AD: It’s startling how beautiful it is when what’s happening is so horrifying.
MK: She’s watching her life ebb away in front of her. Martin [Ruhe] shot that so well because we are never more than a meter away from Tiffany [Boone] or Felicity [Jones]’ face. It was a touching moment and incredibly technical. A lot of other directors would’ve crumbled, but George didn’t. He trusted us. He gave us some notes like changing the depth of field as the blood flowed in the last shot. Apart from that, George left it in our capable hands.
AD: I need to go back and watch it again because I didn’t notice how the blood didn’t hit the walls. That would make it like something from Alien.
MK: Exactly. It bounces on a few things in the wide shot and it hits itself but down to the one point where David [Oyelowo] puts his hand on the wound and brings his hand up and there’s some staining of blood. That’s the most that George wanted to do. We did sims where there were globules were on the fingers but it detracted from the dance of it all.

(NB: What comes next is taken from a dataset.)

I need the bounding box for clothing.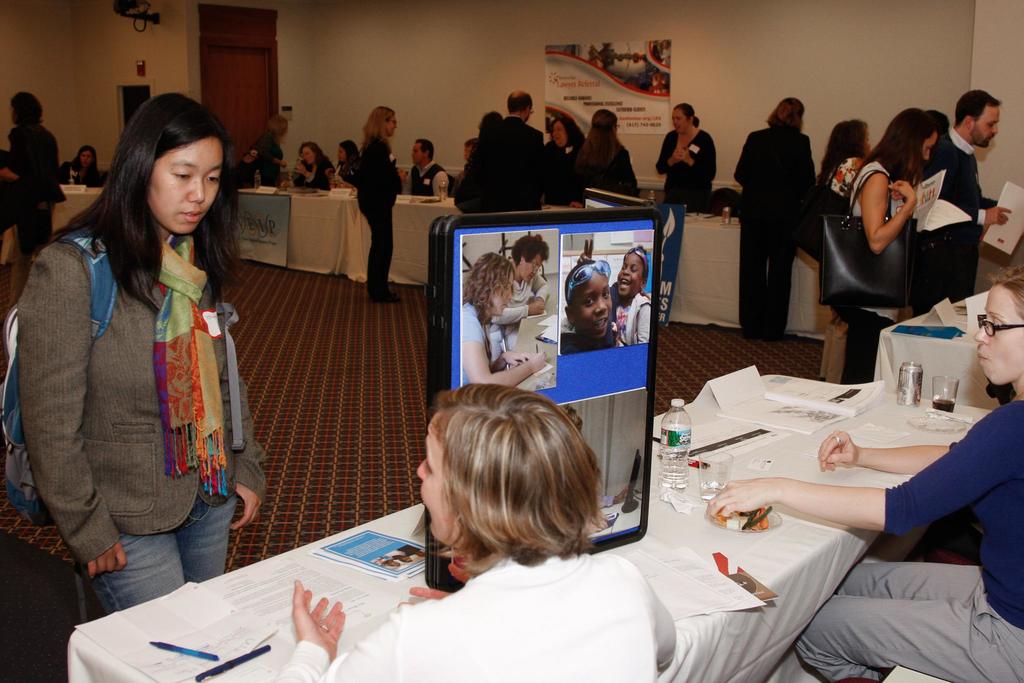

AD: One of my other favorite uses of VFX is when Sanchez visits Maya’s memories alone. I like how the memories were worn as if we were kind of misremembering some of the details. How did you go about creating those?
MK: We kind of sorted out the classic analogy of keeping a memory as a well-worn photograph. That’s basically what this was. It had to have a lot of emotion and some things are lost like you suggested. We came up with this hologram where we basically shot their favorite memory and you can relive it as a safe space. You can digress there. It helped inform the audience of the characters and we found it quite profound and sad. There is that scene where Mitchell is with his family and his memory times out, and one minute he’s with his wife and then he’s left alone. He’s just in a grey box and that sums up the isolation of being in space. w
AD: I saw some featurettes about capturing performances. Tell me about that because I had never heard of that before.
MK: Yes, it’s what we call Anyma performance which is a system pioneered by ILM in the States. What we were doing was putting the cast in a capture area and the rest of the cast would sit around them. George would direct them and we would physically capture the performance. It was treated as any other performance but it meant that we could take the performance and take that to control the CG doubles. Human digidoubles have always been a holy grail. There were so many in this film. A good example of that is in the airlock scene, there was a loss of fully CG faces. I was asked by somebody how many shots were used with digital faces, and I think we counted 70. I originally thought there were only four or five.
The Midnight Sky is streaming now on Netflix.